This week, I wanted to take a minute for an important travel-writing public service announcement on following up with editors.

We’ve got a ton of things going on here at Dream of Travel Writing this week that you can read about on our blog, including the launch of 101 Things You Need to Know to Make it as a Travel Writing with a special offer for grabbing the book through us in advance of its listing on Amazon AND a way to grab a coupon for $100 off one of our retreats.

But this follow-up topic is not only near and dear to my heart because it is a such a big deal for writers, but as it seems like we are reaching a certain tipping point here that doesn’t have a good solution.

During the pitch slam session, in which editors live critique both written pitches they received in advance and verbal pitches made up on the spot during the event, at the IACP conference I recently attended, an attendee asked a very on-the-nose question:

When is a story pitch dead to you [editors]? For instance, I pitched a story, followed up a couple times, heard nothing, and then six months later the editor came back to me to assign the story and wanted it on a very tight deadline.”

The very immediate response from an editor who works for a Conde Nast title was, “Anyone who doesn’t get back to you and wants a story six months later is an a$$hole.” (Yes, that was the exact word he used. I believe there was applause.)

I spoke with this writer about her comment afterward, and she is herself a former editor from a major website as well as an author multiple times over in addition to her distinguished freelance portfolio.

She told me this has happened to her way more than once (full disclosure: it’s happened to me, too, a couple times!), and that it seems to be a trend.

It’s reached the point she has to choose between negotiating the fee and the deadline, because these out-of-the-blue-short-deadline things are coming up so often.

In the evening, I shared the exchange with an editor from a major food and travel magazine to get her insights, as she is very freelance-friendly, an upstanding person, and someone who is generally very honest in these exchanges as opposed to those editors who are more protecting their vaulted roles.

She said that she really wishes more writers would follow up with her, and, being an awesome person, said that she also wishes she could be organized enough to be able to accept pitches for issues more in the future from the one she’s working on right then, but she just can’t figure out how to get there.

When she sees a pitch that sounds perfect, but knows that she doesn’t have enough information to give a confirmed “yes” right then, it stays in her inbox.

And then it gets covered, and pushed down, until it drowns and disappears.

When the follow up comes in, she’s so excited to be reminded about the pitch! But then, too often, it gets covered, and pushed down, until it drowns and disappears.

She tried once to tell a writer that she wanted to use an idea for an issue but would be able to confirm it for eight or nine months, asking the writer if she was okay with that. The writer said she was, but when the editor realized the tenure of the issue had shifted and she could no longer use the piece, the writer was furious, even though the editor was very upfront throughout the process.

So, like many editors, she now doesn’t get back to writers about an idea, even if she’s interested, unless she can give a confirmed “yes.”

Her wish, she told me, was that there were more freelance writers out there with enough irons in the fire that they could be okay with this. (And this is one of the reasons we are so adamant about pitching quickly and having so many article ideas in the mix at once! Our new Idea-to-Pitch series is a great example.)

This ties in, though, with one of the other things that particularly struck me during the pitch slam session was that one editor even made a point of saying that after you file a completed story with her, she wanted to remind you to pitch her another story.

Another editor quickly seconded this.

This whole concept of receiving an email from an editor and then responding with something, whether they have told you that one pitch you sent won’t work and why or that your story is all set, is something that comes up all the time on coaching calls.

If we have time and we’ve gotten through the big rocks the writer wanted to surmount in our call, I start mentally running through all of the editor communications we’ve discussed in recent months and asking things like:

  • “Did the editor from ___ magazine get back to you? Oh, they told you they’re just about to cover it! Great, they’re happy you had an idea up their ally. What did you send them next?”
  • “What happened with the story with ___ magazine? Oh, they loved it? What are you working on with them now?”
  • “How did that new client project go? They accepted it with no edits! What’s next with them?”

There are, sometimes, very good reasons to not return to an editor relationship:

  • It’s been eight months and you haven’t gotten paid even though they said it would come on acceptance.
  • They changed the article idea several times midstream and expected you to do two rounds of new interviews for the same rate.
  • It took 20 email back-and-forths to confirm the story in the first place, and for where you are in your career, that’s just not worth your time.

But, too often, I’m hearing a lot of other reasons that writers aren’t replying back to editor emails.

And, here’s the thing…

…if we want editors to reply to us, particularly if promptness is important to you personally, then we need to be good about replying to them.

Even if you feel like you’re “bothering” them.

Listen to what the editors are saying–you are helping them by following up! Especially if it involves sending a new idea.

What editor relationships do you have in your inbox that you can take the next step with?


#### WHAT TO DO
Records follow. Copy every line with "figure".

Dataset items
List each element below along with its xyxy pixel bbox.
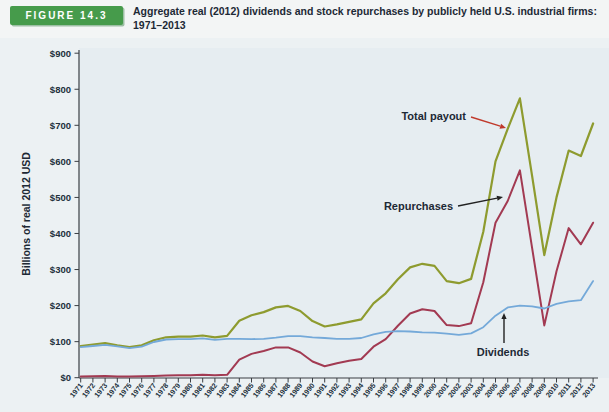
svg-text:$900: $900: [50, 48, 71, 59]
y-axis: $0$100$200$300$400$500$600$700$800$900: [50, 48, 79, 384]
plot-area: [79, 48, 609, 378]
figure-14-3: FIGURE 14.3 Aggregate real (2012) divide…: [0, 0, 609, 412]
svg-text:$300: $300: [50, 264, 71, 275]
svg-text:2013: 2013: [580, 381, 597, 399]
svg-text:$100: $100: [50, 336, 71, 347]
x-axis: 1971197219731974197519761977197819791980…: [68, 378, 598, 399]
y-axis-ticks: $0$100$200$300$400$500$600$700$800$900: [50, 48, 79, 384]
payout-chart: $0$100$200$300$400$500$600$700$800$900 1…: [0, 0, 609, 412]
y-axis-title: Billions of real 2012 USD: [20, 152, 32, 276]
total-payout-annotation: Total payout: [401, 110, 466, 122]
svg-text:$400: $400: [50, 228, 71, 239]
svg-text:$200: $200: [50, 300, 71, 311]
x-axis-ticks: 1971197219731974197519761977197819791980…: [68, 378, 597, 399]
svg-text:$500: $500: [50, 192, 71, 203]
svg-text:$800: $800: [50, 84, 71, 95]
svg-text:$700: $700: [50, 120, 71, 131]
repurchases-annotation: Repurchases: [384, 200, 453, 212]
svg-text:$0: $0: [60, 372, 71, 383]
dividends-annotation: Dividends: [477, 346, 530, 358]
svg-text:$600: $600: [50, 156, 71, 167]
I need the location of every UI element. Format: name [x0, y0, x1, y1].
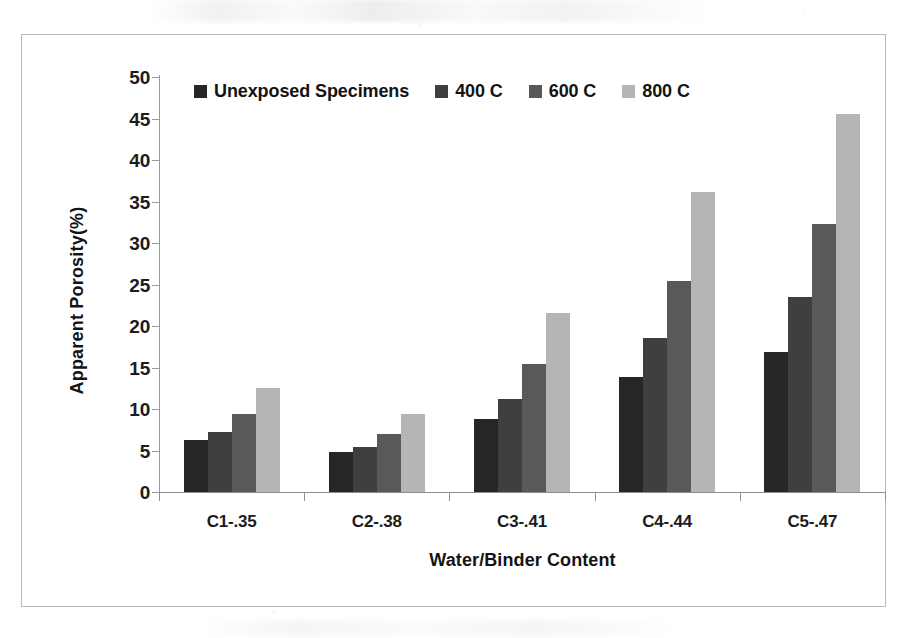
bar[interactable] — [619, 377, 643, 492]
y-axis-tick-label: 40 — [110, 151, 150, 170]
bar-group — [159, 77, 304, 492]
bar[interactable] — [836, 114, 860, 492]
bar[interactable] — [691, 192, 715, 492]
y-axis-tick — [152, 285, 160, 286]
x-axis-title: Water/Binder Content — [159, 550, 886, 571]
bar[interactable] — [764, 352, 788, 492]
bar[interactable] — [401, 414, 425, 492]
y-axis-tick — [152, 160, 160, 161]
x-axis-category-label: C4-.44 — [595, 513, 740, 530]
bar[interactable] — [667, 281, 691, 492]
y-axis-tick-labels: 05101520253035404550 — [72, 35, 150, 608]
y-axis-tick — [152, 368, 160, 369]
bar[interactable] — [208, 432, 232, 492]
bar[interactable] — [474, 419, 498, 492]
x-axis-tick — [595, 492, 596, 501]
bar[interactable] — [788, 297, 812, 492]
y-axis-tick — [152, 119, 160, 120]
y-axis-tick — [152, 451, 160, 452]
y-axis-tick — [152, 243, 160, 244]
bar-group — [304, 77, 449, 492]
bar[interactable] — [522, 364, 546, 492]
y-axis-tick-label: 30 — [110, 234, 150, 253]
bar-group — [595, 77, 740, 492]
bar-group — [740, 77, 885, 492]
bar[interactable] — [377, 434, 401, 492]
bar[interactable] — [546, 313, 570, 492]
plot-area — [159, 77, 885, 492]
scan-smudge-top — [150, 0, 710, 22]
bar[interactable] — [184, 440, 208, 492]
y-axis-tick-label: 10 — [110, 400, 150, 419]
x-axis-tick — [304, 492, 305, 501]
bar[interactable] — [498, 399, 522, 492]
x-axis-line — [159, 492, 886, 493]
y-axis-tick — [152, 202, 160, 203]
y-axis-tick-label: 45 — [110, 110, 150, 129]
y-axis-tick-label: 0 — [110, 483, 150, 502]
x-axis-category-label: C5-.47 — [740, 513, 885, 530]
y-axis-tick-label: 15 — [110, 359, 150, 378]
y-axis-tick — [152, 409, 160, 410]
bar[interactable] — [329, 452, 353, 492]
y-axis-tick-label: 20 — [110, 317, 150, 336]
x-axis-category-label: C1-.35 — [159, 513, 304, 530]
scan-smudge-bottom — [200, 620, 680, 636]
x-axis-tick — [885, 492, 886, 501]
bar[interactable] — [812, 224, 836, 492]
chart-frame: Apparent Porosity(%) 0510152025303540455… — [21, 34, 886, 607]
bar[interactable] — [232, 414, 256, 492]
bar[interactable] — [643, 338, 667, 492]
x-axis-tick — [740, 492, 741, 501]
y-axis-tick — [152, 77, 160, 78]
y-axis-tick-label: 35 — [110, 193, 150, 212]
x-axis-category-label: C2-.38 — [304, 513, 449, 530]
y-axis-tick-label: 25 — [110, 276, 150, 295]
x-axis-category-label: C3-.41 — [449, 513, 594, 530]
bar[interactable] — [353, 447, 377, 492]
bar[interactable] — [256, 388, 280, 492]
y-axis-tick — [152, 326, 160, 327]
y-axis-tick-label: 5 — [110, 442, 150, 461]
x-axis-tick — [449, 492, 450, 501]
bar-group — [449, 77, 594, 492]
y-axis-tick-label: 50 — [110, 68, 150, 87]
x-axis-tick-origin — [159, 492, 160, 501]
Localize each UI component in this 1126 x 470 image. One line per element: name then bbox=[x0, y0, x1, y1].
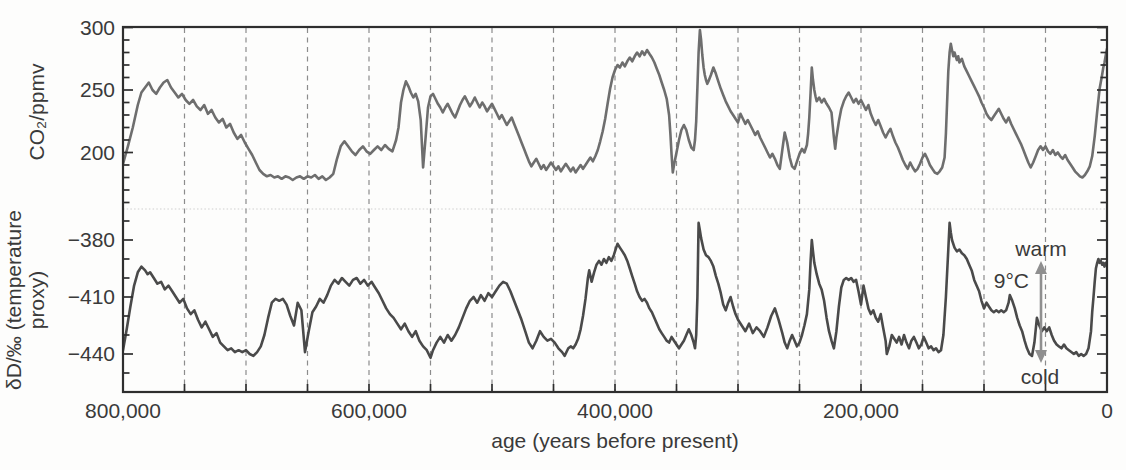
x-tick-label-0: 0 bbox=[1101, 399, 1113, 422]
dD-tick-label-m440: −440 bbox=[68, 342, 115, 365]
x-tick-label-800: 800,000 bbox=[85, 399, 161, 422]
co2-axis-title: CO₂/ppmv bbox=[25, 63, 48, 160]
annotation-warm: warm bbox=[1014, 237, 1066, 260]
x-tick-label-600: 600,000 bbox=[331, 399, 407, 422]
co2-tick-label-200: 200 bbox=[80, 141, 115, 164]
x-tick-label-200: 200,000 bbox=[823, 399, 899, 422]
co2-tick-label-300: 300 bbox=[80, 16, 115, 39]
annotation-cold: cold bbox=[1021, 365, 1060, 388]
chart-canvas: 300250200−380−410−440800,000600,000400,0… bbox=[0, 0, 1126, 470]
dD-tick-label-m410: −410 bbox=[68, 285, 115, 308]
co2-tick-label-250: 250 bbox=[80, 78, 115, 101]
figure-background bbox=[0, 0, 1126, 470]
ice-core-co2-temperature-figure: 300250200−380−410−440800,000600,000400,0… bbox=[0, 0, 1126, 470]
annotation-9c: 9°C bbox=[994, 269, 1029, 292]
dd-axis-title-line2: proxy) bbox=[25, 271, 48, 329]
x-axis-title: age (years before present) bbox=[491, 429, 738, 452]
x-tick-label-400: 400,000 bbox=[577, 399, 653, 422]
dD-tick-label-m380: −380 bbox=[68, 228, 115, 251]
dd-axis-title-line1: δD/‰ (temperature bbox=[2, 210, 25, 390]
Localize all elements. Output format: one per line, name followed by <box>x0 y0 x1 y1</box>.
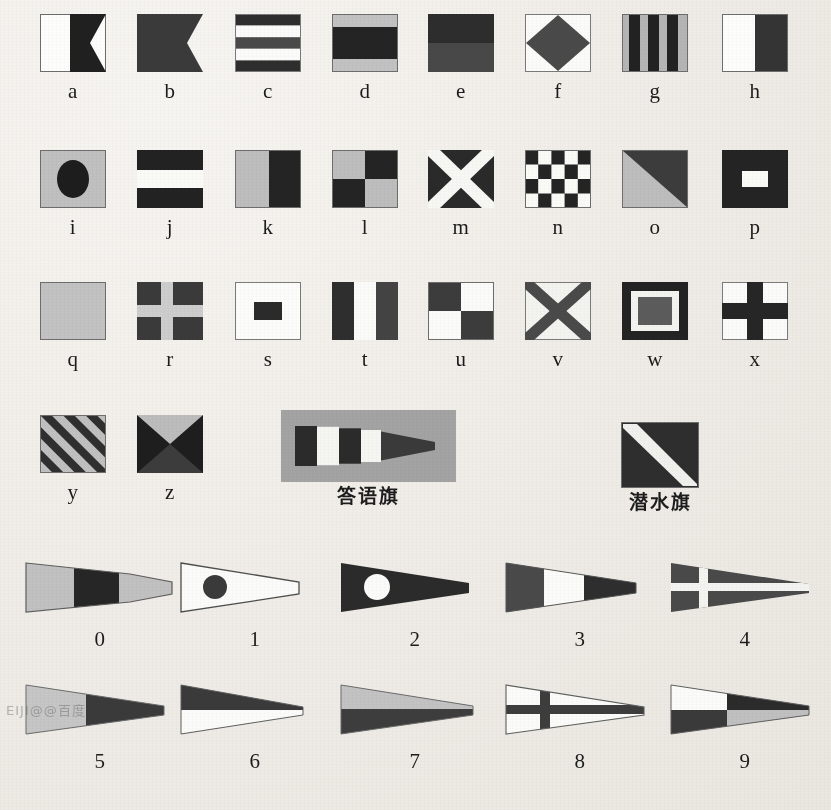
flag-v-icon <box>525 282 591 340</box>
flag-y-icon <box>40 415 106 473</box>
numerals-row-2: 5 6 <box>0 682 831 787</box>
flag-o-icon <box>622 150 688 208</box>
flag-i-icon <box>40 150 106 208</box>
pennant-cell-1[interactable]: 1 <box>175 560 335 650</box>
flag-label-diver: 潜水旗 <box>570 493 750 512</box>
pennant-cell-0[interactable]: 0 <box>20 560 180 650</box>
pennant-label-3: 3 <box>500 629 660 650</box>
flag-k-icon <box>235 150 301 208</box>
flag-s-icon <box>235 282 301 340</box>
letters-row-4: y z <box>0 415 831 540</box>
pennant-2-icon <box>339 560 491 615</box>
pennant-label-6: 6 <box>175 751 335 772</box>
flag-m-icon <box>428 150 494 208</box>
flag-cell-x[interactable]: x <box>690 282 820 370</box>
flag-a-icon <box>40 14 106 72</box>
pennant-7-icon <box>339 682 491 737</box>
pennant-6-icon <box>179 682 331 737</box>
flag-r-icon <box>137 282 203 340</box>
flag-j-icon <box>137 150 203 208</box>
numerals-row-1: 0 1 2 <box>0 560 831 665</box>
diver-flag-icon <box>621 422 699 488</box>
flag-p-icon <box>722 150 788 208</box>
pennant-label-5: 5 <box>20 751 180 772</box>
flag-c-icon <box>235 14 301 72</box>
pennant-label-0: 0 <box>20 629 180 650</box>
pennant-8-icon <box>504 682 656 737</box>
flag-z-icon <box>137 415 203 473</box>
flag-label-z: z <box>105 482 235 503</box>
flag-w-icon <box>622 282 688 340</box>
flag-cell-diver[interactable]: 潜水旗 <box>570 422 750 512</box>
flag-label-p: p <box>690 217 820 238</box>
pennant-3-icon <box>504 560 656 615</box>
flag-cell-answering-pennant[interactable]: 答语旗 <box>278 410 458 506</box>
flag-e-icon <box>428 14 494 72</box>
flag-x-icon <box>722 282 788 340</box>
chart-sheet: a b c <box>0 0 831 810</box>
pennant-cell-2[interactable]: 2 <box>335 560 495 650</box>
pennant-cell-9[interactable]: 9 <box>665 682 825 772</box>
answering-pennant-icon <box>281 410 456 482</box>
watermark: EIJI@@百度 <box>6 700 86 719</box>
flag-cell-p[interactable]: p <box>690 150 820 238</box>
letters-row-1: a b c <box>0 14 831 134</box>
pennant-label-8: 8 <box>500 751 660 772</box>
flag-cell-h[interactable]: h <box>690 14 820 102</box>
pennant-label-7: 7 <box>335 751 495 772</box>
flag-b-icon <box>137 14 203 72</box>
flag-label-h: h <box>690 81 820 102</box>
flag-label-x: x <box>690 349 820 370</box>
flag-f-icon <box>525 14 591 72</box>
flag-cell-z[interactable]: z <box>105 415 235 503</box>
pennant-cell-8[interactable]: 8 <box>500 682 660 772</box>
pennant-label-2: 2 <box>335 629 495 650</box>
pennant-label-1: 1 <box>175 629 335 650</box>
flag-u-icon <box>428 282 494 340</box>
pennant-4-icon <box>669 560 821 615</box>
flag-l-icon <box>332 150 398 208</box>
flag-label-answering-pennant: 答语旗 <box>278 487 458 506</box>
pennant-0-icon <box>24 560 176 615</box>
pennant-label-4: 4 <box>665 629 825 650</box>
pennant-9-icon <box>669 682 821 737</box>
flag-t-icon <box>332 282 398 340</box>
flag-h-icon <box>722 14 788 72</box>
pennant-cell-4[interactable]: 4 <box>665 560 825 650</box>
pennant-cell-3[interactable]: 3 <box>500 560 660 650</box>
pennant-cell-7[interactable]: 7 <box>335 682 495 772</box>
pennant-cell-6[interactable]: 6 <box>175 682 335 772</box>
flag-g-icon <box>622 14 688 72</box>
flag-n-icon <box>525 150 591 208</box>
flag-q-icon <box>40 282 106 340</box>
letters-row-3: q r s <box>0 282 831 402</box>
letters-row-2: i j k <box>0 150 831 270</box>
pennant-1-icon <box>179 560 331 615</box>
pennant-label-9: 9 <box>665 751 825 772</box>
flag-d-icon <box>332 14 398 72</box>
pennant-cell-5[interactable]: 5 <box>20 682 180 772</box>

#### REPLY TO THE TASK
figure-14-3: FIGURE 14.3 Aggregate real (2012) divide…: [0, 0, 609, 412]
figure-background bbox=[0, 0, 1126, 470]
ice-core-co2-temperature-figure: 300250200−380−410−440800,000600,000400,0… bbox=[0, 0, 1126, 470]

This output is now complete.